2017 Stradivarius and organ at the Black Church

Stradivarius at the Black Church: Bach with Valeriy Sokolov

Black Church | Tuesday | 13 Jun 2017 | 6:00 pm

Around 5:40 pm the Black Church is already full, there are people who still want tickets, but… the tickets sold out long ago. There is a good reason to want to get in. The air is filled with the sensation that we are going to get #vibrationsworthsharing again.

The concert opens with the phenomenal Steffen Schlandt and sets a special, unique Pulse, that only the huge organ from the Black Church could generate: it seems that the discussion is carried in terms of hope, height, maybe even a kind of rise over the urban noise.

It is Bach, it is full, heavy classical music, which can hardly be comprised as it romps, plays, runs.

In this context, at some point it seems that time is a joke, because the organ stops it, or, better yet, stills it. It is impossible to ignore a feeling of general astonishment. The only reactions are those of the church – the wood revolts, sometimes squeaks under certain movements in the audience. Then, a child who claps when he wants to.

But the organ is sovereign and seems to tell a story perfectly synchronized with the history that emerges – the tones gain gravitas, and the music deepens, reminds us of calamity, struggle, faith and unity in the face of time and other adversities… It pulses in each of us whether we were ready for it or not.

Then the register changes, after it turned us towards ourselves and plunged us into the past, it seems to want to tell another story – now we can unleash, express our joy, vivacity, creativity and playfulness. Now we can be happy because we are protected by the already created energy.

Bach seems to encourage us to have strength, the strength of being in the world, together, after it made us reflect upon ourselves, separately.

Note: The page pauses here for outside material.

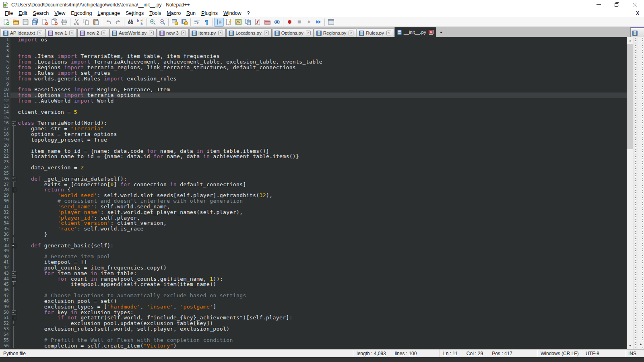  What do you see at coordinates (93, 33) in the screenshot?
I see `tab-new-2: new 2✕` at bounding box center [93, 33].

The applauses sound so nice!

Sokolov ‘s Stradivarius carries you away. A huge mental space seems to unfold instantly, then a continuous back and forth that seems to have a destination but it doesn’t define it but searches for it more and more intensely. Something in the violin’s Pulse is unearthly, and Sokolov has an incredible capacity to cover his instrument. If you didn’t know it was a violin solo, you could think there are a few separate instruments … it’s magic!

What could the subject be, you wonder, other than the intense and continuous adventure of the spirit trapped in restlessness, suspense, limit, always running between question and answer. What kind of moods must one compose to develop such music, to interpret it, to find its keys?

The states change quickly and again, as if on a staff, hope, vivacity, risk, play, joy show up.

How contemporary is Bach! How modern the rhythm, how it transpires fear, madness, regret, the mistake that engages the conscience… if one read the souls by notes there would probably be some Bach in each of us. It’s even more intriguing if we think that both then and now we are almost the same…

The music is played as a philosophy about the incredible human being, about the absurd day-to-day, about possibilities, about time, rhythm, sound… Pulse – an ongoing search for sense, support, coherent movement. An impossibility to keep, to hold a plurality of speeds and the amazing performance of the musical virtuosity of Valeriy Sokolov and the guardian Steffen Schlandt.

Next, a symbolic turn to the altar, where the gathering, the duet, the mix awaits. Stradivarius and organ.

Almost naturally, the instruments intensify each other, they refine each other’s edges and all of a sudden we are enveloped in gentleness, understanding, we harmonize our opposites… but not for long as we get back to sadness, maybe obsolescence… but in a couple, I think we can talk, musically, of course, about love.

While I write about this concert, Brașov is taken by a short hailstorm.